Even beyond the apocryphal story, Babe Ruth is a cosmic mystery. Following is proof of the man, the myth, and the legend who transcended a national pastime.
The Babe posed adroitly with arms akimbo in the studied posture of triangle.
Welcome to the wide world of sports photography. They say those who can’t play, coach. And those who can coach, referee. Where does that leave the fan base? Out of the picture. How come the average fan can’t be the photographic subject of sports photography? The question might sound like it came out of left field, but it is not all that different from a question once posed by Erma Bombeck “Why Can’t Our Average Little Family Get Their Own TV Series?” Keeping Up with the Kardashians answered. Sure they can, just not sitcom. So, reality TV was born. Of course we spectators of spectator sports can get our own photographies, just not sports photography. Call it crowd-sourcing.
This new genre of photography, whatever we decide to call it, cannot be artless. The arrangement of unscripted content for a stage set production of standouts in the stands could be a lot of work. On the other hand, it could be great fun.
It surprised me that I could buy a mass-produced home plate, although I don't know why it should have, considering that one can custom-order a baby nowadays. Suppose I installed it carefully, securely, like a gene marker, then laid out a batter's box and baselines. And then my husband urged me to reconsider the line of MLB cases that threw Justice Oliver Wendell Holmes off base, as a way of conforming my ex ante expectations with ex post reality. He is one of the finest writers in the history of the Court. But he authored one of the most implausible, ham-handed lines in the Court’s history when he said in Federal Baseball that “Congress had no intention of including the business of baseball within the scope of the federal antitrust laws.” Now, he never said those words. But the Court says he said them, and the Court gets the last word, so he said them anyway.
We need to steer clear of base paths leading judicious people into major-league quicksand by a free first foot in some ancient verse that admits a line of legal fiction. In other words, we need to touch every base—from how you take photographs to undergo being photographed, the whole nine yards. That is, to pose more than a sporting chance of success. This means learning how to score (1): with a solo shot of your selfie; (2): in a two-shot of your bestie; and (3): by a group of friends who landed a moon shot of their own up in the bleachers.

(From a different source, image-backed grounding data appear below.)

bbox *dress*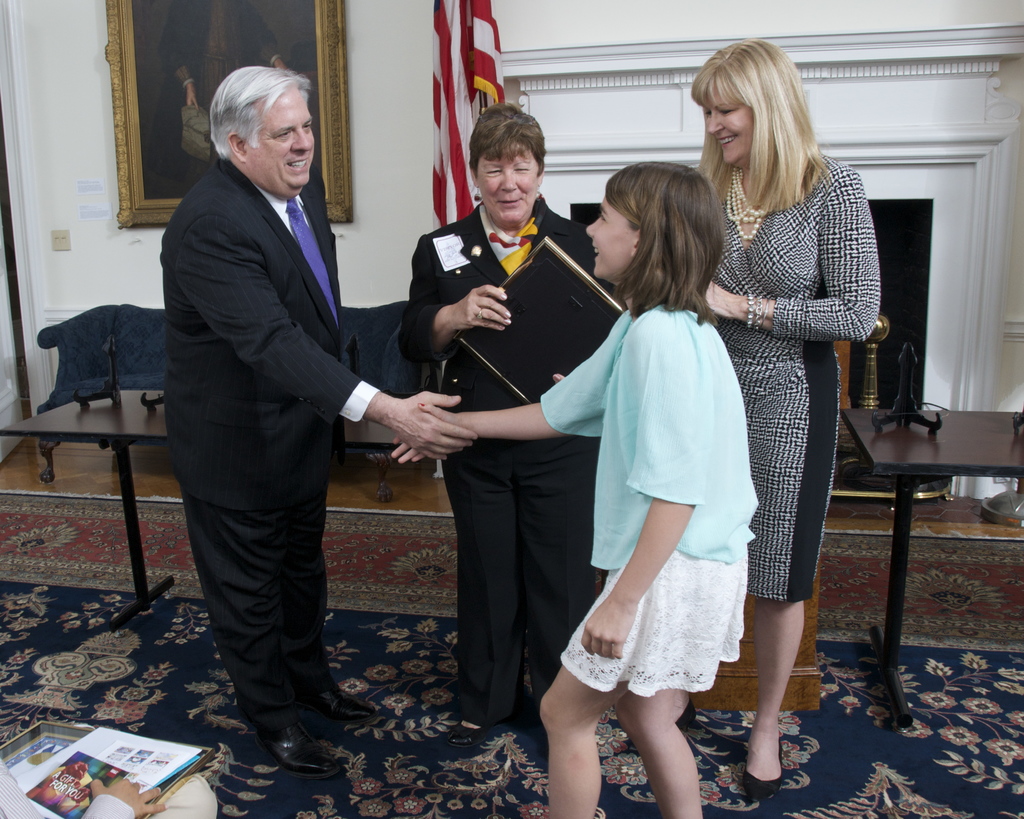
bbox=(711, 156, 881, 601)
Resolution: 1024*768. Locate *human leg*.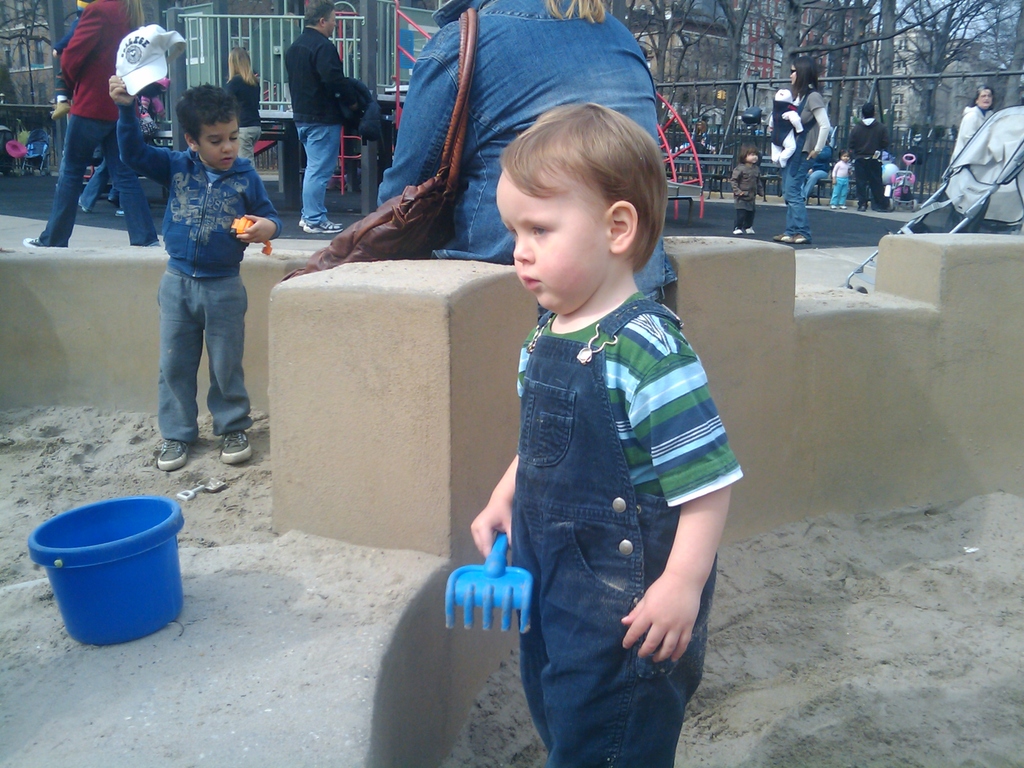
(left=788, top=154, right=813, bottom=245).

Plus we need a fashion plate of sportswear cut along a line of jersey in a tailor-made playsuit for us, just as the starting lineup of players who will take part in a game need to dress the part. Too often something is remembered at the last minute and we find ourselves waiting for the stores to open on game day so we can purchase a much-needed item. So here, besides a jersey, we need a game plan. You may want to borrow a page from the NFL and study film for days on end. Wait a minute, I just remembered something about the football of politics and thought of looking to Tom Brady for inspo on posing our very own cheat sheet herewith bound in goat (virtually). Download yours before you take the field.
I stuck a Post-It note on the locker room door to the newsletter here. It has a bullet point diagram to annotate the laundry list of everything you will find inside:
Photo Pose Playbook: Be a crackerjack posing apart from the peanut gallery.
Uniform: Step up to the fashion plate in a playsuit to knock it out of the park.
Your Very Own Cheat Sheet: Take a page from the team poser playbook.
Photo Pose Playbook
This little volume is a picture writing in sequence from an outsider’s eye view of the playing field. The sizzle reel has you learning to model a sporting strain of prizewinning portraiture, candids for reals that admit to capture a real-live crackerjack up in the peanut gallery and the sporting blood of the crowd cheering you on social media at the stadium. The vantage is all yours to win the Internet recognition award of MVP (most valuable poser) with a high-flying exhibition on the means to attain sporty pics. The top 10 looks are postposed in cyclorama and diagrammed for the ‘gram.
1. Something that gladdens
Cheers from the audience. How we love the unexpected turn, like the drinking devil under the table. And we just watched to drink in all those monumental ballparks, dynamic seats full of cheering people, the wonderful story of a national pastime. The be-all and end-all of a candid photo is to reveal the unposed nature of the subject. This is quite the reverse of a detective story meant to conceal the true identity of the suspect and exactly the opposite of sus camerawork, odd bits of locker-room footage, constituting a means (of creepage) rather than an end (for social media).
A smooth-operating, well-made lens for natural light portraits and candids is not it at all. To be on the winning side of every photograph requires an artistry not always fully appreciated. Keep it casual but stay focused on the game, being your wonderfully authentic self on social—from rooting for the home team in a cap to sharing some real talk about yoga during the seventh-inning stretch. Avoid rigid poses. Practice relaxing your shoulders as much as you can. Work on livening your expression. Or else you just have to refuse to let anybody harshen your mellow. Sit astraddle, assuming a laid-back posture of an armrest (as on a chair pose) with your legs.
See the side-by-side example in the above image of showcasing similar actions. One side appears to be more engaged with the camera, whereas the other looks candid, naturally. Each of these approaches offer perfectly valid options for an “unposed” photograph.